### Exercise objective
Using the listing below, copy exactly each line from the one that has "Find the location" through the one that has "has width=800, height=550."; omit the pictures.

### Data shown
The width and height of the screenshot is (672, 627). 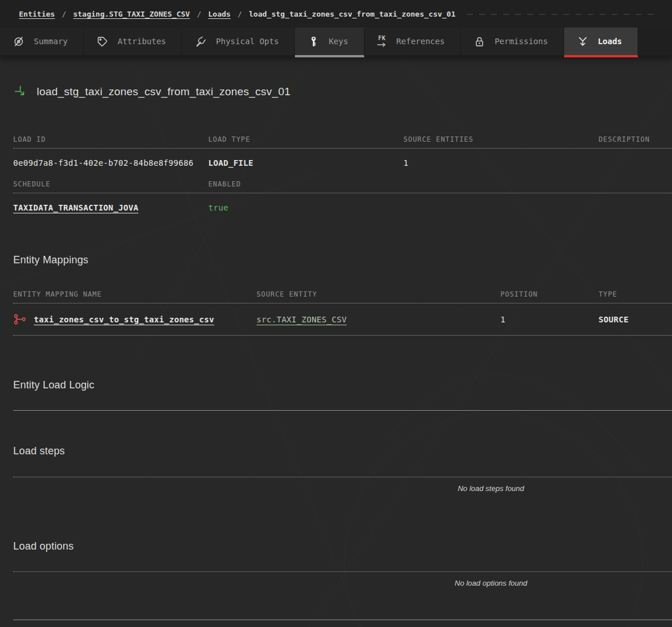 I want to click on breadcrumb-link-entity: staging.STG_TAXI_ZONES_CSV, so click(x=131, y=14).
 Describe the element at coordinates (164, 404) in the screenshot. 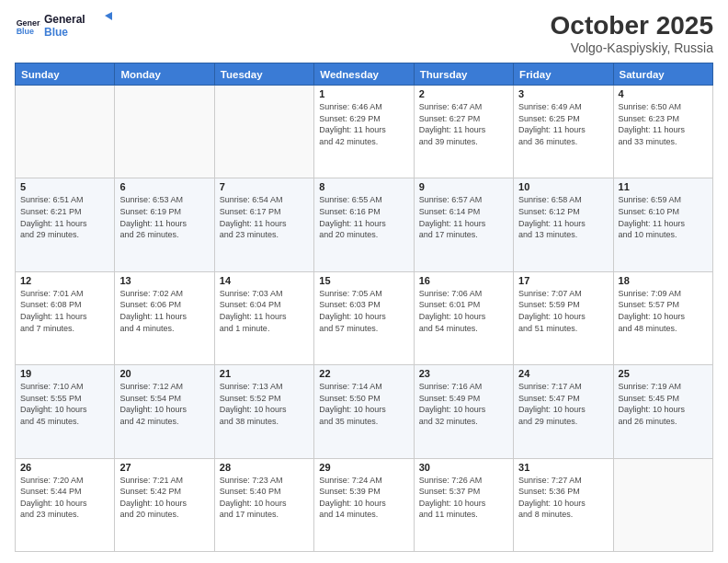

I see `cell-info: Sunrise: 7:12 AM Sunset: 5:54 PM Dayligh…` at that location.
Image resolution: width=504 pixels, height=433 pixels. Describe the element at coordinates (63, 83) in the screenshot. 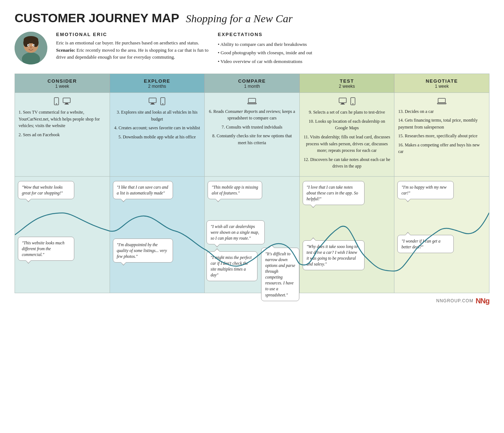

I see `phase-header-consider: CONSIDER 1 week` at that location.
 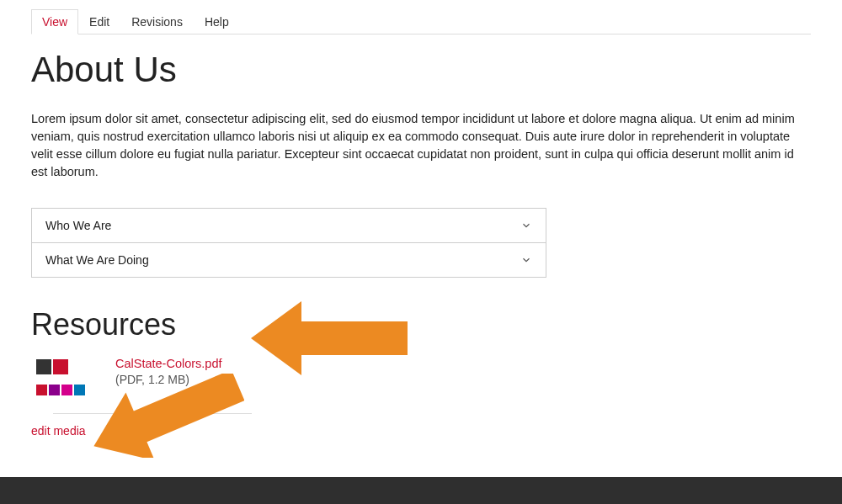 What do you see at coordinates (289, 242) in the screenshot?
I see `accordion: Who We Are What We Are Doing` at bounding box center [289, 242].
---
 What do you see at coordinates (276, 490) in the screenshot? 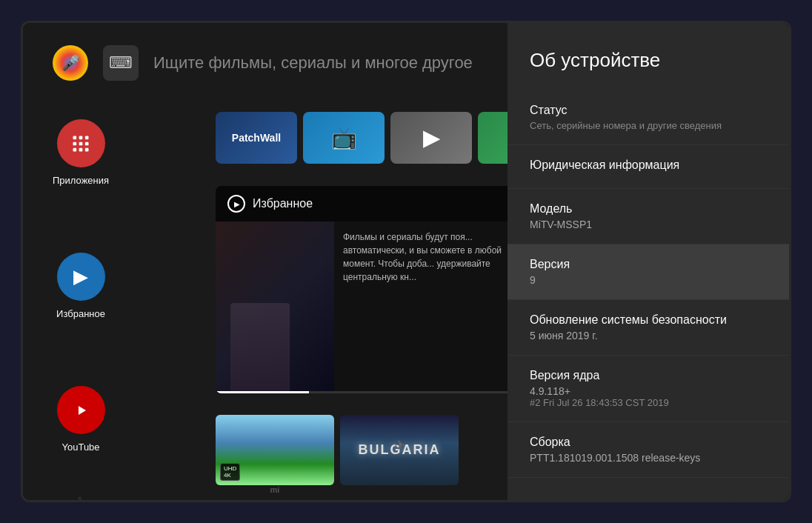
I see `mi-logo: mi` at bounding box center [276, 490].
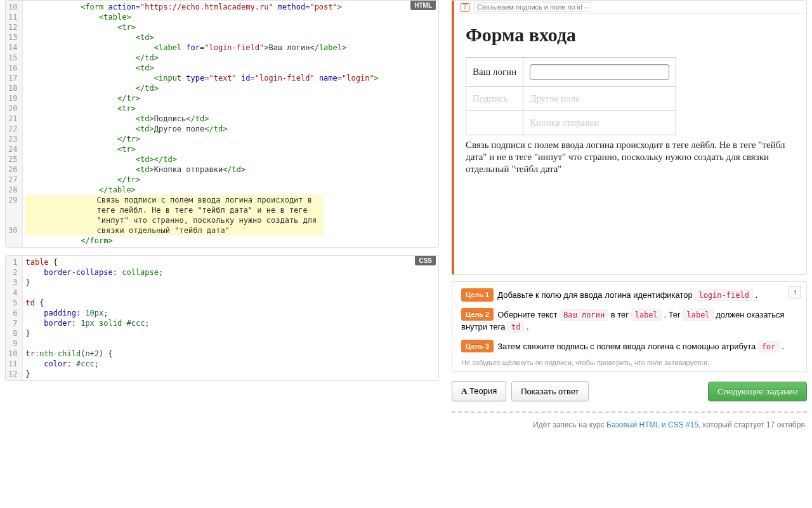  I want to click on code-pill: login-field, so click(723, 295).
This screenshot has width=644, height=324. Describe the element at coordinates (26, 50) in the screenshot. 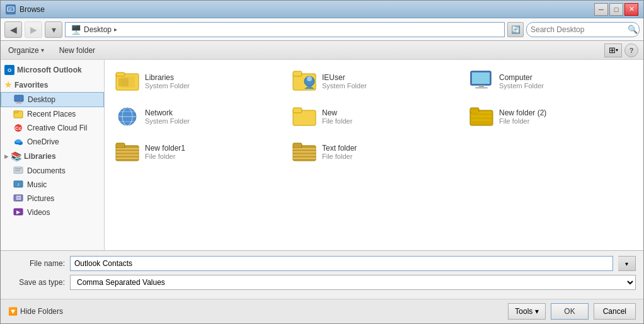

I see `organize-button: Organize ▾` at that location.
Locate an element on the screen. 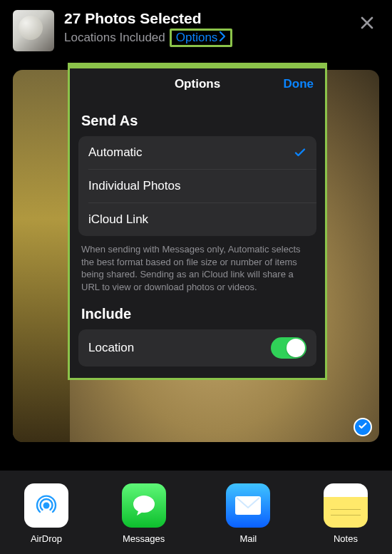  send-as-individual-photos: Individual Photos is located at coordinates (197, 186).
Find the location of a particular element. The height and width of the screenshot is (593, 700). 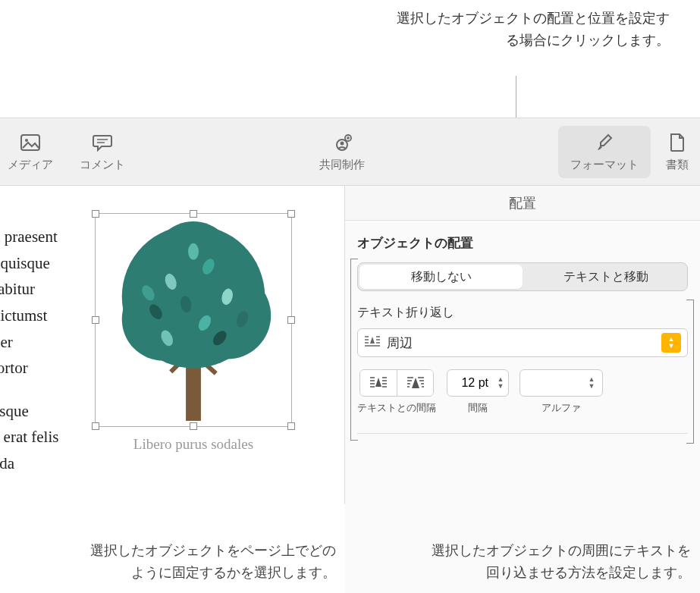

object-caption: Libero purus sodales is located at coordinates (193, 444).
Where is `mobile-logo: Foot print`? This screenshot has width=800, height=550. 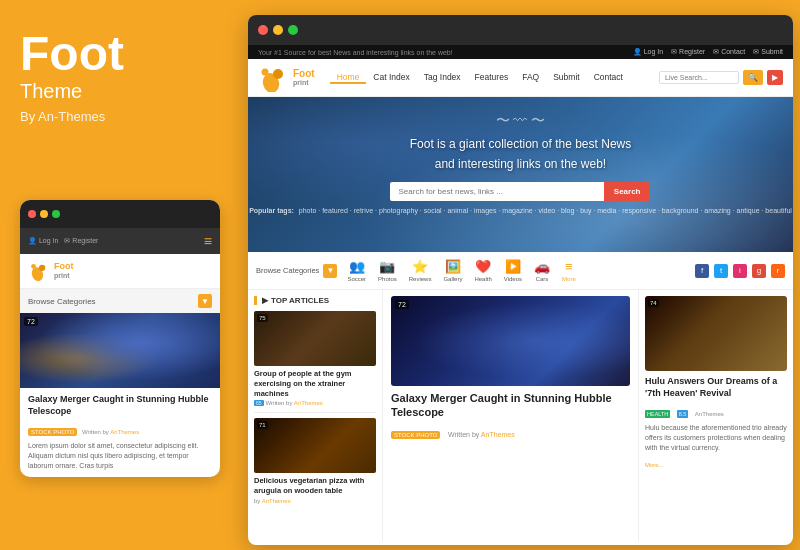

### The answer
Find the location of a particular element. The height and width of the screenshot is (593, 700). 

object-caption: Libero purus sodales is located at coordinates (193, 444).
Where is `mobile-logo: Foot print`? This screenshot has width=800, height=550. 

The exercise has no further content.